About NYC Posers

The creative team Kellen Garcia is a husband and wife collaboration. Together they produce artful and compelling photographs from start to finish. Eric is a very skilled technical photographer. Caroline has an extensive background in visual and conceptual art...

Empire State of Mind

NYC has totally revamped it’s bike lanes in the last couple of years. It was difficult to adjust to the new system, as the bikers are now right next to the curb, making it impossible to stand in the street and hail a taxi. I’m glad Bloomberg did it, because it’s good for the environment, but make sure to look out!

Trinity Church

Trinity Church first opened it’s doors in 1698, making it one of the oldest churches in NYC. Most of the original structure burned down in 1776 when the British reclaimed lower Manhattan from the Continental Army. It was rebuilt in 1788, but that second structure became so weak from multiple seasons of heavy snowfall, that it was torn down in 1839. Finally, in 1846, Trinity Church, as it exists today, opened its doors.

The Charging Bull

If only it was that easy to get the markets to rally! The famous Charging Bull, made by artist Arturo Di Modica, has become a Wall St icon. It actually has a surprising history:

“Di Modica spent some US$ 360,000 to create, cast, and install the sculpture following the 1987 stock market crash as a symbol of the “strength and power of the American people.” The sculpture was the artist’s idea, not the city’s. In an act of ”guerrilla art”, he trucked it to Lower Manhattan and on December 15, 1989, installed it beneath a 60-foot Christmas tree in the middle of Broad Street in front of the New York Stock Exchange as a Christmas gift to the people of New York. That day, crowds came to look at the bull, with hundreds stopping to admire and analyze the gift as Di Modica handed out copies of a flier about his artwork.

The police seized the sculpture and placed it into an impound lot. The ensuing public outcry led the New York City Department of Parks and Recreation to install it two blocks south of the Exchange in the plaza at Bowling Green. It faces up Broadway.”

-wikipedia

Wayne Koestenbaum at the Gagosian

nyc posers

We ran into cultural critic and poet, Wayne Koestenbaum, outside the Gagosian Gallery in Chelsea. As he is an expert of humiliation, he didn’t mind posing for us. From his new book on the topic: “Humiliation is a kiln through which the human soul passes, and where it receives burnishing, glazing, and consolidating. Humiliation cooks the spirit to a fine finish.”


| PROBLEM STATEMENT |
Omit all pictures, then retype the data exactly as given.

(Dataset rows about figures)
»»
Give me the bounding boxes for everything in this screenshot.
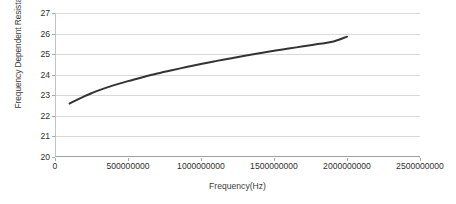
gridline-horizontal <box>56 75 420 76</box>
y-tick-mark <box>52 13 55 14</box>
y-tick-label: 21 <box>28 132 50 140</box>
gridline-horizontal <box>56 54 420 55</box>
y-tick-mark <box>52 116 55 117</box>
y-tick-mark <box>52 75 55 76</box>
gridline-horizontal <box>56 34 420 35</box>
gridline-horizontal <box>56 136 420 137</box>
y-tick-label: 27 <box>28 9 50 17</box>
x-tick-label: 2000000000 <box>323 161 371 171</box>
y-tick-mark <box>52 54 55 55</box>
y-tick-label: 25 <box>28 50 50 58</box>
x-tick-label: 0 <box>53 161 58 171</box>
x-tick-label: 2500000000 <box>396 161 444 171</box>
plot-area <box>55 13 420 157</box>
y-tick-label: 26 <box>28 30 50 38</box>
x-tick-label: 500000000 <box>106 161 149 171</box>
chart-title <box>60 0 410 3</box>
gridline-horizontal <box>56 95 420 96</box>
line-chart: Frequency Dependent Resistance(Ohm) 2021… <box>0 0 456 204</box>
y-axis-title: Frequency Dependent Resistance(Ohm) <box>13 0 23 115</box>
y-tick-label: 22 <box>28 112 50 120</box>
y-tick-label: 20 <box>28 153 50 161</box>
y-tick-mark <box>52 95 55 96</box>
y-tick-label: 23 <box>28 91 50 99</box>
gridline-horizontal <box>56 116 420 117</box>
y-tick-mark <box>52 34 55 35</box>
x-tick-label: 1500000000 <box>250 161 298 171</box>
gridline-horizontal <box>56 13 420 14</box>
x-axis-title: Frequency(Hz) <box>55 181 420 191</box>
y-tick-label: 24 <box>28 71 50 79</box>
x-tick-label: 1000000000 <box>177 161 225 171</box>
y-tick-mark <box>52 136 55 137</box>
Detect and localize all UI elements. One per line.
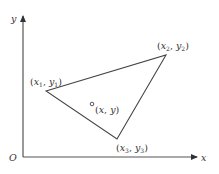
diagram-svg: y x O (x1, y1) (x2, y2) (x3, y3) (x, y) [0, 0, 219, 174]
interior-point-marker [90, 102, 94, 106]
x-axis-label: x [201, 152, 207, 163]
diagram-canvas: y x O (x1, y1) (x2, y2) (x3, y3) (x, y) [0, 0, 219, 174]
vertex-2-label: (x2, y2) [157, 40, 189, 52]
triangle [46, 55, 166, 139]
vertex-1-label: (x1, y1) [30, 76, 62, 88]
interior-point-label: (x, y) [95, 104, 119, 115]
y-axis-label: y [10, 13, 17, 24]
vertex-3-label: (x3, y3) [116, 142, 148, 154]
origin-label: O [9, 152, 17, 163]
««
| SOLUTION FOR THIS EXERCISE |
Give me the bounding boxes for everything in this screenshot.
gridline-horizontal <box>56 75 420 76</box>
y-tick-mark <box>52 13 55 14</box>
y-tick-label: 21 <box>28 132 50 140</box>
gridline-horizontal <box>56 54 420 55</box>
y-tick-mark <box>52 116 55 117</box>
y-tick-mark <box>52 75 55 76</box>
gridline-horizontal <box>56 34 420 35</box>
gridline-horizontal <box>56 136 420 137</box>
y-tick-label: 27 <box>28 9 50 17</box>
x-tick-label: 2000000000 <box>323 161 371 171</box>
y-tick-mark <box>52 54 55 55</box>
y-tick-label: 25 <box>28 50 50 58</box>
x-tick-label: 0 <box>53 161 58 171</box>
x-tick-label: 2500000000 <box>396 161 444 171</box>
plot-area <box>55 13 420 157</box>
y-tick-label: 26 <box>28 30 50 38</box>
x-tick-label: 500000000 <box>106 161 149 171</box>
chart-title <box>60 0 410 3</box>
gridline-horizontal <box>56 95 420 96</box>
line-chart: Frequency Dependent Resistance(Ohm) 2021… <box>0 0 456 204</box>
y-axis-title: Frequency Dependent Resistance(Ohm) <box>13 0 23 115</box>
y-tick-label: 22 <box>28 112 50 120</box>
y-tick-label: 20 <box>28 153 50 161</box>
y-tick-mark <box>52 95 55 96</box>
y-tick-label: 23 <box>28 91 50 99</box>
gridline-horizontal <box>56 116 420 117</box>
y-tick-mark <box>52 34 55 35</box>
x-tick-label: 1500000000 <box>250 161 298 171</box>
gridline-horizontal <box>56 13 420 14</box>
x-axis-title: Frequency(Hz) <box>55 181 420 191</box>
y-tick-label: 24 <box>28 71 50 79</box>
x-tick-label: 1000000000 <box>177 161 225 171</box>
y-tick-mark <box>52 136 55 137</box>
Detect and localize all UI elements. One per line.
diagram-svg: y x O (x1, y1) (x2, y2) (x3, y3) (x, y) [0, 0, 219, 174]
interior-point-marker [90, 102, 94, 106]
x-axis-label: x [201, 152, 207, 163]
diagram-canvas: y x O (x1, y1) (x2, y2) (x3, y3) (x, y) [0, 0, 219, 174]
vertex-2-label: (x2, y2) [157, 40, 189, 52]
triangle [46, 55, 166, 139]
vertex-1-label: (x1, y1) [30, 76, 62, 88]
interior-point-label: (x, y) [95, 104, 119, 115]
y-axis-label: y [10, 13, 17, 24]
vertex-3-label: (x3, y3) [116, 142, 148, 154]
origin-label: O [9, 152, 17, 163]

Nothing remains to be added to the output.